The Washington Post
Let’s celebrate Florida’s critical race theory student survey
I rejoiced at Florida’s decision to survey college students to see if they have been corrupted by critical race theory being taught on their campuses. Some people criticized the initiative, but I think it can only enrich the debate. I hope it spreads to other states.
The Florida law that took effect July 1 says universities must assess “viewpoint diversity” on campus each year through a survey developed by the state board of education. The law’s signers fear critical race theory, which examines systemic racism, gives an inaccurate view of the race issue in America.
Do Gov. Ron DeSantis (R) and state legislators know what they’re in for with this innovation? I love hearing students that age discuss their studies, but it can be exhausting for the listener. DeSantis’s children are very young, so he may not have gotten a dose of this yet.
The governor said after he signed the bill: “We want our universities to be focused on critical thinking and academic rigor. We do not want them as basically hotbeds of stale ideology.”
I sought samples of what viewpoint diversity surveyors might find in Florida and other states by sending questions to academically talented high school and college students. They are all authors of papers in The Concord Review, whose publisher, Will Fitzhugh, seeks scholarly writing by high school students. Their views seemed to me typical of undergraduates interested in such issues.
The students reminded me that college professors and college reading list authors — the likely culprits in any effort to inject critical race theory into young minds — are often not regarded by this age group as purveyors of revealed truth. They indicated if their college had such a survey they would try to give the surveyors their honest view, no matter how complicated.
This is from Isabella Rosario-Blake, about to start her freshman year at the University of Chicago: “Critical theory originates from the Frankfurt School’s philosophical approach, which was led by notable philosophers and sociologists such as Theodor Adorno and Max Horkheimer. Critical race theory specifically began in legal studies (e.g. Derrick A. Bell Jr., Kimberlé Williams Crenshaw, Richard Delgado), but the terminology has trickled into other analysis. The new political definition of CRT is alienated from its original context and has become a catch all for various teaching reforms that attempt to include more discussions of race.”
Viewpoint diversity questionnaires will likely ask students if they are being taught that White people are responsible for institutional racism. Rosario-Blake rejected that suggestion.
“So-called anti-racist education is not the sort of traumatic experience that parents, politicians, and journalists seem to think,” she told me. “First of all, most of the teachers at my school are White, so they are not going to teach us to hate other White people.”
Such surveys may need a way to measure this generation’s distrust of the people carrying on the debate. Caleb Lee, entering his freshman year at Yale University, said that “the way Critical Race Theory is discussed in the media is often not very academic and is typically used alongside buzzer words such as ‘reverse-racism’ to evoke a visceral response from its audience. It is seldom ever defined in many shows and articles.”
The students I contacted made points I don’t hear discussed much on cable news. Walter Liu, a sophomore at Episcopal High School in Alexandria, Va., connected the debate to the harm done to his grandfather during the 1960s Cultural Revolution in China. Because Liu’s great-grandfather was an official in the Manchukuo Japanese puppet state before and during World War II, Liu’s grandfather was labeled a “posterity of class enemy” even though he was, Liu said, “a diligent mine engineer.”
“He missed out on many promotions in his career and was abused a few times by people,” Liu said. “It is unfair for people to be responsible for the actions of their previous generations. It is also wrong to assume that all individuals of the same race will have the same mind-set.”
I acknowledge many college students won’t be interested in this issue and won’t encounter critical race theory in their classes. The most popular major at the University of Florida is business and management. But the university does require three credits in “diversity” classes, which might mention the theory. And just being surveyed could spark an interest.
The students I contacted said they heard little or no talk of critical race theory in high school. They said they don’t fear brainwashing in college. But they also don’t like some of what they’re hearing about the theory’s alleged academic effect. Austin Sarker-Young, a senior at the Wilmington Friends School in Wilmington, Del., said he opposes Princeton removing the Greek and Latin language requirement from its classics department. If that was to attract more Black students, it should be mentioned that “W.E.B. Dubois, one of the principal founders of the NAACP, taught Greek and Latin,” he said.
When Florida completes its survey, I hope it releases the results, with quotes from those surveyed. That may be a thick volume, but we all could use a better sense of what our young people are thinking.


Exercise objective —
Read the records and gather each line that includes "name".

Dataset entries —
BEGIN
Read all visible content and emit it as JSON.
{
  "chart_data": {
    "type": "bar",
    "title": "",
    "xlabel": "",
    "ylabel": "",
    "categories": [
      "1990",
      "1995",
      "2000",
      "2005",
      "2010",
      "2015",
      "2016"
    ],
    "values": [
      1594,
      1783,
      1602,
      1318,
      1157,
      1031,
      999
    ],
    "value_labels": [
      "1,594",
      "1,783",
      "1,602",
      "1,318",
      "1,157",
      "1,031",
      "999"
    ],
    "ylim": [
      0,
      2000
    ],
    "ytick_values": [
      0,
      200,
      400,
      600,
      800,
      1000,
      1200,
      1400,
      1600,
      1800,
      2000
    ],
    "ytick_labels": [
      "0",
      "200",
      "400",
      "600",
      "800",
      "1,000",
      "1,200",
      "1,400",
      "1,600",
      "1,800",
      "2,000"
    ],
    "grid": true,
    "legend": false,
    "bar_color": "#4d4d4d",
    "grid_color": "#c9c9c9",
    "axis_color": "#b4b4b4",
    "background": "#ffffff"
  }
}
END
BEGIN
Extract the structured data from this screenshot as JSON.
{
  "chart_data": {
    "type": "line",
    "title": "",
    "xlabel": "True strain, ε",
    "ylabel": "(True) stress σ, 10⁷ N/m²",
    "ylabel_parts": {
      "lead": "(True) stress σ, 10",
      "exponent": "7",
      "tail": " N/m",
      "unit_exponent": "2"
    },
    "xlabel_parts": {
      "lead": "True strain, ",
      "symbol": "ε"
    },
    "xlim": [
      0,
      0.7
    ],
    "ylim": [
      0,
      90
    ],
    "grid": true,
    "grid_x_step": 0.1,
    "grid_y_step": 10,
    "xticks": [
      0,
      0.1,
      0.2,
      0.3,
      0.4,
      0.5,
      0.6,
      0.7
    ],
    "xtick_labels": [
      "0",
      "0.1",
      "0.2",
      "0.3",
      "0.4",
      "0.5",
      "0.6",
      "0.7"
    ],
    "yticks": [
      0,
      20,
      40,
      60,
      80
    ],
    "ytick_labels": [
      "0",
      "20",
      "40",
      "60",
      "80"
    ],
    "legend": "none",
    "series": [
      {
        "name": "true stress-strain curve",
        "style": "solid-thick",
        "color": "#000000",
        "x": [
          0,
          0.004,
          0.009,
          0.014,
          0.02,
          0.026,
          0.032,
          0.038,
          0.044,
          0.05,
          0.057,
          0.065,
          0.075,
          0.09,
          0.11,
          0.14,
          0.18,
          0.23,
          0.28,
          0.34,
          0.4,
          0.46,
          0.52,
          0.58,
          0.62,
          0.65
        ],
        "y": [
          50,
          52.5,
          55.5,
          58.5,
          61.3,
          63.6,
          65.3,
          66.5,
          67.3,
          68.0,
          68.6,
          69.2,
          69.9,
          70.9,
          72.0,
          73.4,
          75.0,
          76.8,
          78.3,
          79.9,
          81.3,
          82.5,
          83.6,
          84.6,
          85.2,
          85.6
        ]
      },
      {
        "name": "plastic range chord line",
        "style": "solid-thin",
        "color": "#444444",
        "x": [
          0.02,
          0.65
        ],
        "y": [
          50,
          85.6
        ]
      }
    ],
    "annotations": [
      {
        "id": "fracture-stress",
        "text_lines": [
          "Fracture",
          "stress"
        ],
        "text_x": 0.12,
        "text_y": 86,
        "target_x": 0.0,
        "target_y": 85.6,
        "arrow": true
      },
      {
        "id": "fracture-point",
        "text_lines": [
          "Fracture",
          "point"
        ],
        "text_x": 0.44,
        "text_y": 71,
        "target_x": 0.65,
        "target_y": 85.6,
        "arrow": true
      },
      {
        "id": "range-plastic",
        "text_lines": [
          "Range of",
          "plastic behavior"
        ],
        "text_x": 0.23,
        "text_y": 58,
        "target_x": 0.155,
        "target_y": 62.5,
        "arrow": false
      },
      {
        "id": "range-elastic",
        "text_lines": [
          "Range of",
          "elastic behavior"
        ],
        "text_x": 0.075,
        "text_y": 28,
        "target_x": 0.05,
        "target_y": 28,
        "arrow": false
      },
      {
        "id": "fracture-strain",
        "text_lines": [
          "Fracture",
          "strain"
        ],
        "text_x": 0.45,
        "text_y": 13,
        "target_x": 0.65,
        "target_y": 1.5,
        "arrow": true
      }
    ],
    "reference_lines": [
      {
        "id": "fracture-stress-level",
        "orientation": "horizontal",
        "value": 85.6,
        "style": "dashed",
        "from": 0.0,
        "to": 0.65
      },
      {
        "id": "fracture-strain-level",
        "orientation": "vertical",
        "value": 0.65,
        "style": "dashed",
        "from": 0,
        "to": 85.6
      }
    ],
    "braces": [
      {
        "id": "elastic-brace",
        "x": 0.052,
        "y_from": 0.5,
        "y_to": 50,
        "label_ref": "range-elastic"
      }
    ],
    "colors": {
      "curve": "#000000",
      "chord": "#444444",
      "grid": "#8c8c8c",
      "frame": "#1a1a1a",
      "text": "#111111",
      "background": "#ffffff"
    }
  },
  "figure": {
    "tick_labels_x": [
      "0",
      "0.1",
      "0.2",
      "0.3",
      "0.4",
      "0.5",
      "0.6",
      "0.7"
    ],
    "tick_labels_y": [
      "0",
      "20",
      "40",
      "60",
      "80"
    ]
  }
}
END
BEGIN
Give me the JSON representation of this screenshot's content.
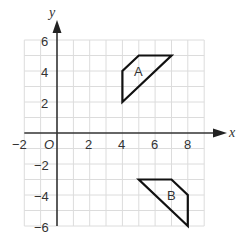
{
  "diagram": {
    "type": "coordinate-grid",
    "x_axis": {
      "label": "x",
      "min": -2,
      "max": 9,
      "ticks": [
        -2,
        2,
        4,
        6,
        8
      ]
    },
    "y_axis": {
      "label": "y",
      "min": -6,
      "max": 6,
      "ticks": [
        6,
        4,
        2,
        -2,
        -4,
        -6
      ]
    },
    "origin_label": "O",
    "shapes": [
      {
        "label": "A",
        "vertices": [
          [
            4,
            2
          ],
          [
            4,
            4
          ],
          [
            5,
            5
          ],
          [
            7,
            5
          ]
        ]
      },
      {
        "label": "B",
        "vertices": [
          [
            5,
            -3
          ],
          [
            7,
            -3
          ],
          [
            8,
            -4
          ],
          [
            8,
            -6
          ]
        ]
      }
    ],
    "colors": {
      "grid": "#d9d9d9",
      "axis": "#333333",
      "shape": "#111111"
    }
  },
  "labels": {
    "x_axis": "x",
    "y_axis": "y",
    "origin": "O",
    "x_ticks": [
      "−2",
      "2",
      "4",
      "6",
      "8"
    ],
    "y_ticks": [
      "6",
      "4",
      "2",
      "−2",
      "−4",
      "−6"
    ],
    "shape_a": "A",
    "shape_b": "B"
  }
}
END
Answer for this exercise —
        "name": "true stress-strain curve",
        "name": "plastic range chord line",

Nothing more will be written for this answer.